Why do I hate New Year’s Eve so much? Probably because I’ve yet to figure out why it is even a holiday. Much like birthdays, New Year’s Eve celebrates the one thing that happens no matter what, all over the world, forever: the passage of time.
At least on your birthday, you can make the day all about you. You can make people worship you simply for the feat of being born and continuing to exist. However, New Year’s Eve is just about our collective need to be sentimental about something. “Wow, another year has passed!” Yes, and you’ve accomplished nothing. What was your resolution from last year? How far along did you get with it? Do you even remember what it was?
New Year’s Eve is an excuse for us to lie to ourselves, to tell ourselves that this coming year, we are going to be better. We’re going to improve in some way, most commonly health or exercise-wise.
However, it never really happens. To be fair, it doesn’t really make sense. Why because today is December 31 and tomorrow is January 1 should that mean I’m going to make some major change to my personality and/or lifestyle? It’s not logical, and yet we all feed into it.
The most ironic part of New Year’s Eve and our irrational resolutions is how we typically spend the holiday evening: getting blackout drunk, staying up late, eating way too much, and making overall bad decisions. I guess the idea of a resolution, of a better you tomorrow, justifies the trainwrecks we all are on December 31.
Whatever your vice is, you can never allude it on New Year’s Eve. Whether a friend is forcing vodka down your throat or shoveling jalapeño poppers onto your overflowing appetizer plate, we’re internationally giving into peer pressure.
Personally, I tend to stay up way too late and make a ridiculous amount of resolutions that I probably won’t remember the next day. I’ve witnessed people make out with strangers, try drugs they’ve never tried before, drink themselves into oblivion, all in the spirit of: tonight, we’re alive! But no. You’re not. Maybe you think you are tonight, but tomorrow you’re going to wake up hungover and confused, craving a burrito and some Gatorade with no recollection of your promise to have a smoothie bowl for breakfast.
The healthy groceries you bought for the occasion will rot in your fridge, forgotten about until they begin to stink up your apartment and you’re forced to do the walk of shame: throwing them out and admitting defeat. Your brand new gym shoes will hit the floor once, maybe twice, and then end up on a rack at your local Goodwill. Your GPA will remain the same, your butt won’t get any bigger, and you won’t be any nicer to anyone.
I’m not trying to be a cynic. It’s just my job to keep it real for all of you, to bring you back down to earth when you start getting too idealistic. By all means, go out on New Year’s Eve. Have fun! Drink champagne, eat chocolate-covered strawberries, kiss your best friend at midnight. My only request is that you do this with honesty, aware of the fact that at the end of the day, it’s just—the end of another freaking day.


- Problem details
Please return all of the records verbatim, with the pictures omitted.
== Supplied information ==
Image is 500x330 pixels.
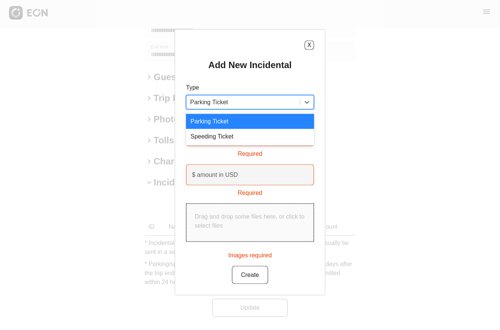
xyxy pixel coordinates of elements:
div: Images required [228,251,272,263]
div: Required [186,188,314,200]
h2: Add New Incidental [208,62,291,74]
button: Create [232,269,268,287]
div: Speeding Ticket [186,132,314,147]
div: Required [186,149,314,161]
div: Parking Ticket [186,117,314,132]
p: Drag and drop some files here, or click to select files [194,215,305,233]
p: Type [186,86,314,95]
label: $ amount in USD [192,173,238,182]
button: X [304,43,314,53]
===
- Problem solution
Image is 500x330 pixels.
xyxy pixel coordinates of elements:
div: Images required [228,251,272,263]
div: Required [186,188,314,200]
h2: Add New Incidental [208,62,291,74]
button: Create [232,269,268,287]
div: Speeding Ticket [186,132,314,147]
div: Required [186,149,314,161]
div: Parking Ticket [186,117,314,132]
p: Drag and drop some files here, or click to select files [194,215,305,233]
p: Type [186,86,314,95]
label: $ amount in USD [192,173,238,182]
button: X [304,43,314,53]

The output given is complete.